Paul N Goldwater, Karl A Bettelheim

Abstract

Verotoxigenic Escherichia coli (VTEC) are a specialized group of E. coli that can cause severe colonic disease and renal failure. Their pathogenicity derives from virulence factors that enable the bacteria to colonize the colon and deliver extremely powerful toxins known as verotoxins (VT) or Shiga toxins (Stx) to the systemic circulation. The recent devastating E. coli O104:H4 epidemic in Europe has shown how helpless medical professionals are in terms of offering effective therapies. By examining the sources and distribution of these bacteria, and how they cause disease, we will be in a better position to prevent and treat the inevitable future cases of sporadic disease and victims of common source outbreaks.
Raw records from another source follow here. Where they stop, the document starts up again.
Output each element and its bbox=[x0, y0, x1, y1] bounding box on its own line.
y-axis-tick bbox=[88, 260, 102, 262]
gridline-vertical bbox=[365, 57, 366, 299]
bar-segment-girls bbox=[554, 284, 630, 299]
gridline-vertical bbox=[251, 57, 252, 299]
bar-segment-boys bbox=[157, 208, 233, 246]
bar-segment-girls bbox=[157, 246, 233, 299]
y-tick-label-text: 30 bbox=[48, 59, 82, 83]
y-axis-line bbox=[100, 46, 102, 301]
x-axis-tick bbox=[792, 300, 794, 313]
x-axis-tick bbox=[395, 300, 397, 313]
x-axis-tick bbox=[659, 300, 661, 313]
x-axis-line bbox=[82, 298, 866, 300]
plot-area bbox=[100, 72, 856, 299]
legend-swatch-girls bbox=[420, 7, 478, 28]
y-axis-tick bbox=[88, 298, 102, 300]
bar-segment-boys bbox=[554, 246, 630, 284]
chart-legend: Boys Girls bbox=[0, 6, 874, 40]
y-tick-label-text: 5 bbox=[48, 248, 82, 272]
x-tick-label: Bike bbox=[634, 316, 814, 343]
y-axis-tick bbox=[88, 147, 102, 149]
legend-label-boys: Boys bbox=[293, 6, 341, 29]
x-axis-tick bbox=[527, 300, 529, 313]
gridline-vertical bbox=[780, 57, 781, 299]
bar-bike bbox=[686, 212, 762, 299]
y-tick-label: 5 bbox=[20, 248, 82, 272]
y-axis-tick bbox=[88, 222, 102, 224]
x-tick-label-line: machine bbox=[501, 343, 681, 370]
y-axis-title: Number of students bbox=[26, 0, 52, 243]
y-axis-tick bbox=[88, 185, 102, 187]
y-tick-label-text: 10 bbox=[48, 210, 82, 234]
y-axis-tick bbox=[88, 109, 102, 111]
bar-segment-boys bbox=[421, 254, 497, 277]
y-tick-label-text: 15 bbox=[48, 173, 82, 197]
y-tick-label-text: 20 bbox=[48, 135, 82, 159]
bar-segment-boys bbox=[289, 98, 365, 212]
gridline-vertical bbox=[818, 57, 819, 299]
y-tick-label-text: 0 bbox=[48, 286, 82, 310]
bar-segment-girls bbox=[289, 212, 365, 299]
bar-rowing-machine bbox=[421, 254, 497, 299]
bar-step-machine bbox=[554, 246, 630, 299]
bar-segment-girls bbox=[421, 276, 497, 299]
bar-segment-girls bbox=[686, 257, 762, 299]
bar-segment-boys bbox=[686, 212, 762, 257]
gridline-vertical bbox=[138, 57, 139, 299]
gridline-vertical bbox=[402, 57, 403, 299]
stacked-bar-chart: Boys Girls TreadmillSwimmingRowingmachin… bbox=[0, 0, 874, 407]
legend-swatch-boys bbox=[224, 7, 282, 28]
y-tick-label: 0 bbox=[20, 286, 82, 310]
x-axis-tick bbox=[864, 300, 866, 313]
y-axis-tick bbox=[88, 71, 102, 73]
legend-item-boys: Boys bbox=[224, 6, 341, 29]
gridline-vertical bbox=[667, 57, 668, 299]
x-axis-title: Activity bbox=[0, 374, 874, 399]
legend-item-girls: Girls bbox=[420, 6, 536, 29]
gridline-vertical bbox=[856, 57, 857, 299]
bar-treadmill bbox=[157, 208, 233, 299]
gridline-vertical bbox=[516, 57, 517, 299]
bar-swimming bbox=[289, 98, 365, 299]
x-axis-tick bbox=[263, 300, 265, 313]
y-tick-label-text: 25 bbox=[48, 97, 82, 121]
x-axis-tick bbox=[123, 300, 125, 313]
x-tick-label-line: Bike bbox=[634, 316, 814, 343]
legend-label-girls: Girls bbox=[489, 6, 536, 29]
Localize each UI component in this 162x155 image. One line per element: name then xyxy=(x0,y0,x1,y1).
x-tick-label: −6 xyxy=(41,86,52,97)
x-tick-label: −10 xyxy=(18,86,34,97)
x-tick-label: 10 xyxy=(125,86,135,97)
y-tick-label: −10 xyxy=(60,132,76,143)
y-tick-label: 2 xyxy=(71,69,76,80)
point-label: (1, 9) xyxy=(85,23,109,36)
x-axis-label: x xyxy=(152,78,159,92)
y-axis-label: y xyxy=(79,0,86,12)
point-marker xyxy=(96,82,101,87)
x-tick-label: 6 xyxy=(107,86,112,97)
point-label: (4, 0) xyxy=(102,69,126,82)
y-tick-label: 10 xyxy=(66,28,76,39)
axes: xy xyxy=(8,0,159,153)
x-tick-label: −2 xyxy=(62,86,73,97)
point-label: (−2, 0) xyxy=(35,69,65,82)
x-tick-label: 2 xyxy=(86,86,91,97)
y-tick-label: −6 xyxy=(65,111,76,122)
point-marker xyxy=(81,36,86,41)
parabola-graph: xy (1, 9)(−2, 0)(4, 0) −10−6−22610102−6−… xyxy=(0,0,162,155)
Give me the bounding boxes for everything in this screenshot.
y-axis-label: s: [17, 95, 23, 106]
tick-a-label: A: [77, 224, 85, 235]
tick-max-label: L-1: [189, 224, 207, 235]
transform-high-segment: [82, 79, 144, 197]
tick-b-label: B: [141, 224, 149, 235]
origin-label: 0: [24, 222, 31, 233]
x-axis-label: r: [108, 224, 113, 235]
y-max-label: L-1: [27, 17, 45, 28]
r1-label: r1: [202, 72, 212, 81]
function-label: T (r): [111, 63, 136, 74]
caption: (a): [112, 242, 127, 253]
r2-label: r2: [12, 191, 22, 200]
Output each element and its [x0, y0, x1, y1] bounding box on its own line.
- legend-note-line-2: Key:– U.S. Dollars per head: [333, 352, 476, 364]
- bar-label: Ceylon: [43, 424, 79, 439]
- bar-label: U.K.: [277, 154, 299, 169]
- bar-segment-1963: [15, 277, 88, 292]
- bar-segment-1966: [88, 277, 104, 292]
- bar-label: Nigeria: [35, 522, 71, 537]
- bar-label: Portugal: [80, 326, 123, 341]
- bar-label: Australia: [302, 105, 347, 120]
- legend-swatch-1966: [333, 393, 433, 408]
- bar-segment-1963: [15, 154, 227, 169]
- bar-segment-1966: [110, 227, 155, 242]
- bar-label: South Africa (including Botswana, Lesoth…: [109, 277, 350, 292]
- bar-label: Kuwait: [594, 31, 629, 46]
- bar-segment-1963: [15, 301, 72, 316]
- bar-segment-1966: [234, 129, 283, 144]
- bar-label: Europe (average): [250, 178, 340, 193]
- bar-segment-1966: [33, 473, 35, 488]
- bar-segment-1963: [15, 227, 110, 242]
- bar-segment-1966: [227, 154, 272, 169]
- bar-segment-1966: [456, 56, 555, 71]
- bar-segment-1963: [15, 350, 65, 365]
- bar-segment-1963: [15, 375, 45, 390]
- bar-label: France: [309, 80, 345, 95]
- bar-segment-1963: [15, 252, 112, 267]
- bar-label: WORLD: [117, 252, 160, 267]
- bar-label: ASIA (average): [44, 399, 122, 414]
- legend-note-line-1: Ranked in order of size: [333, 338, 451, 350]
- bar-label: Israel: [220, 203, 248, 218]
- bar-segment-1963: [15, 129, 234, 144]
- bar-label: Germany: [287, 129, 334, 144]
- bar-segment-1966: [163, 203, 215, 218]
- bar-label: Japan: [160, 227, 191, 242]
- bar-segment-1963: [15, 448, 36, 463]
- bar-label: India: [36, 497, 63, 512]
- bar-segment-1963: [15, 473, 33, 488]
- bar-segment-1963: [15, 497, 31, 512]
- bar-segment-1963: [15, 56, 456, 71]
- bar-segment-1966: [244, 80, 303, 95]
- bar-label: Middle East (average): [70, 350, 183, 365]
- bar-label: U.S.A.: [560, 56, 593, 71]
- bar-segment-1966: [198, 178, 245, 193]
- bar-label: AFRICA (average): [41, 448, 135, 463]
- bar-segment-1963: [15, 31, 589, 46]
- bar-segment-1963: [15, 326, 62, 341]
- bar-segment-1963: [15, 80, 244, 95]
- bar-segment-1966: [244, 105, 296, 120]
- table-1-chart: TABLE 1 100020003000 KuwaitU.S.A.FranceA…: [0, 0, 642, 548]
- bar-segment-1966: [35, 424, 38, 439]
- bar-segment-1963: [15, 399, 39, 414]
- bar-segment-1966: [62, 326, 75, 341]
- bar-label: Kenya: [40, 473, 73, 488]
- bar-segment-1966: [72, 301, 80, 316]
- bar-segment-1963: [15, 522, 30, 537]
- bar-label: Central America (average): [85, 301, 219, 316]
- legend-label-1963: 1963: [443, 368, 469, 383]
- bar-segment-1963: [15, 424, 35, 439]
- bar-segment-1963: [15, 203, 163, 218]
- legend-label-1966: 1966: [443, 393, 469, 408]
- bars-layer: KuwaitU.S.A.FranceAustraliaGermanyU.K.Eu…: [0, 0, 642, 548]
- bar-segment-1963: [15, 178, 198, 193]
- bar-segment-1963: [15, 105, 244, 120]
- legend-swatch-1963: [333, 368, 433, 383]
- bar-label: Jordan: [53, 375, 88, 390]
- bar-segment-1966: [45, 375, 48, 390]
Due to the complexity of pathogenesis, it is likely a multitargeted approach is warranted. Developments in terms of these treatments are discussed.

X Demographics

X Demographics

The data shown below were collected from the profiles of 4 X users who shared this research output. Click here to find out more about how the information was compiled.
Mendeley readers

Mendeley readers

The data shown below were compiled from readership statistics for 173 Mendeley readers of this research output. Click here to see the associated Mendeley record.

Geographical breakdown

Country Count As %
Chile 1 <1%
Sweden 1 <1%
Israel 1 <1%
United Kingdom 1 <1%
United States 1 <1%
Unknown 168 97%

Demographic breakdown

Readers by professional status Count As %
Student > Bachelor 39 23%
Student > Master 28 16%
Student > Ph. D. Student 27 16%
Researcher 17 10%
Student > Postgraduate 7 4%
Other 27 16%
Unknown 28 16%
Readers by discipline Count As %
Agricultural and Biological Sciences 37 21%
Biochemistry, Genetics and Molecular Biology 25 14%
Medicine and Dentistry 23 13%
Immunology and Microbiology 20 12%
Veterinary Science and Veterinary Medicine 8 5%
Other 26 15%
Unknown 34 20%
Attention Score in Context

Attention Score in Context

This research output has an Altmetric Attention Score of 15. This is our high-level measure of the quality and quantity of online attention that it has received. This Attention Score, as well as the ranking and number of research outputs shown below, was calculated when the research output was last mentioned on 25 August 2020.
All research outputs
#2,213,389
of 23,671,454 outputs
Outputs from BMC Medicine
#1,458
of 3,581 outputs
Outputs of similar age
#17,606
of 251,391 outputs
Outputs of similar age from BMC Medicine
#10
of 34 outputs
Altmetric has tracked 23,671,454 research outputs across all sources so far. Compared to these this one has done particularly well and is in the 90th percentile: it's in the top 10% of all research outputs ever tracked by Altmetric.
So far Altmetric has tracked 3,581 research outputs from this source. They typically receive a lot more attention than average, with a mean Attention Score of 44.5. This one has gotten more attention than average, scoring higher than 59% of its peers.
Older research outputs will score higher simply because they've had more time to accumulate mentions. To account for age we can compare this Altmetric Attention Score to the 251,391 tracked outputs that were published within six weeks on either side of this one in any source. This one has done particularly well, scoring higher than 92% of its contemporaries.
We're also able to compare this research output to 34 others from the same source and published within six weeks on either side of this one. This one has gotten more attention than average, scoring higher than 73% of its contemporaries.